Contents edit

  • Chapter I: How man was made holy by God, so as to be happy in the enjoyment of God.
  • Chapter II: How man would never have died, unless he had sinned.
  • Chapter III: How man will rise with the same body which he has in the world.
  • Chapter IV: How God will complete, in respect to human nature, what he has begun.
  • Chapter V: How, although the thing may be necessary, God may not do it by a compulsory necessity; and what is the nature of that necessity which removes or lessons gratitude, and what necessity increases it.
  • Chapter VI: How no being, except the God-man, can make the atonement by which man is saved.

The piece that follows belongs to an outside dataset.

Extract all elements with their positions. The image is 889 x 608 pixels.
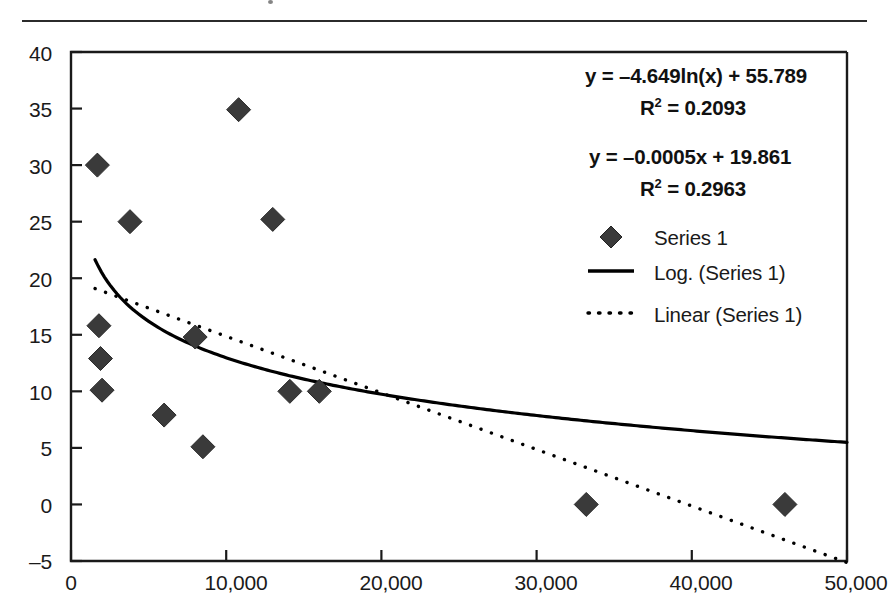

  • Chapter VII: How necessary it is for the same being to be perfect God and perfect man.
  • Chapter VIII: How it behooved God to take a man of the race of Adam, and born of a woman.

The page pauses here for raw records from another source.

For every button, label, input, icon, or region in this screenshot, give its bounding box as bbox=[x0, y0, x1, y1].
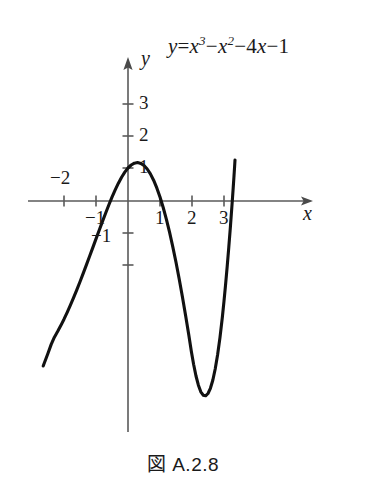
y-tick-label-neg1: −1 bbox=[91, 226, 111, 245]
x-tick-label-2: 2 bbox=[187, 208, 197, 227]
equation-annotation: y=x3−x2−4x−1 bbox=[168, 33, 289, 59]
y-tick-label-3: 3 bbox=[139, 93, 149, 112]
equation-equals: = bbox=[178, 34, 190, 58]
x-tick-label-neg2: −2 bbox=[50, 168, 70, 187]
plot-canvas bbox=[0, 0, 366, 489]
equation-term-4x: 4x bbox=[246, 34, 266, 58]
y-tick-label-2: 2 bbox=[139, 125, 149, 144]
figure-caption: 図 A.2.8 bbox=[0, 449, 366, 476]
y-tick-label-1: 1 bbox=[139, 157, 149, 176]
equation-lhs: y bbox=[168, 34, 178, 58]
equation-term-x2: x2 bbox=[218, 34, 234, 58]
equation-term-x3: x3 bbox=[190, 34, 206, 58]
x-axis-label: x bbox=[303, 203, 312, 223]
figure-container: y=x3−x2−4x−1 y x −2 −1 1 2 3 3 2 1 −1 図 … bbox=[0, 0, 366, 489]
equation-term-const: 1 bbox=[278, 34, 289, 58]
equation-minus-3: − bbox=[266, 34, 278, 58]
x-tick-label-3: 3 bbox=[219, 208, 229, 227]
equation-minus-2: − bbox=[234, 34, 246, 58]
function-curve bbox=[43, 160, 235, 396]
equation-minus-1: − bbox=[206, 34, 218, 58]
y-axis-label: y bbox=[141, 48, 150, 68]
x-tick-label-1: 1 bbox=[155, 208, 165, 227]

  • Chapter IX: How of necessity the Word only can unite in one person with man.
  • Chapter X: How this man dies not of debt; and in what sense he can or cannot sin; and how neither he nor an angel deserves praise for their holiness, if it is impossible for them to sin.

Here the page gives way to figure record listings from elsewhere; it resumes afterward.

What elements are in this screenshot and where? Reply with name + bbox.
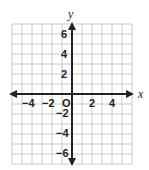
y-tick-label: 4	[61, 48, 68, 60]
coordinate-plane: x y O −4 −2 2 4 6 4 2 −2 −4 −6	[0, 0, 149, 170]
x-axis-right-arrow-icon	[126, 90, 134, 98]
x-tick-label: −2	[42, 97, 55, 109]
x-tick-label: 2	[89, 97, 95, 109]
x-tick-label: −4	[22, 97, 35, 109]
y-tick-label: 6	[61, 28, 67, 40]
y-tick-label: 2	[61, 68, 67, 80]
y-tick-label: −4	[56, 127, 69, 139]
x-axis-label: x	[137, 87, 144, 101]
y-tick-label: −2	[56, 107, 69, 119]
y-axis-top-arrow-icon	[68, 22, 76, 30]
x-axis-left-arrow-icon	[9, 90, 17, 98]
y-axis-bottom-arrow-icon	[68, 158, 76, 166]
y-axis-label: y	[67, 7, 74, 21]
y-tick-label: −6	[56, 147, 69, 159]
x-tick-label: 4	[109, 97, 116, 109]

  • Chapter XI: How Christ dies of his own power, and how mortality does not inhere in the essential nature of man.
  • Chapter XII: How, though he shares in our weakness, he is not therefore miserable.
  • Chapter XIII: How, along with our other weaknesses, he does not partake of our ignorance.
  • Chapter XIV: How his death outweighs the number and greatness of our sins.
  • Chapter XV: How this death removes even the sins of his murderers.
  • Chapter XVI: How God took that man from a sinful substance, and yet without sin; and of the salvation of Adam and Eve.
  • Chapter XVII: How he did not die of necessity, though he could not be born, except as destined to suffer death.
  • Chapter XVIII (a): How, with God there is neither necessity nor impossibility, and what is a coercive necessity, and what one that is not so.
  • Chapter XVIII (b): How Christ's life is paid to God for the sins of men, and in what sense Christ ought, and in what sense he ought not, or was not bound, to suffer.
  • Chapter XIX: How human salvation follows upon his death.
  • Chapter XX: How great and how just is God's compassion.
  • Chapter XXI: How it is impossible for the devil to be reconciled.
  • Chapter XXII: How the truth of the Old and New Testament is shown in the things which have been said.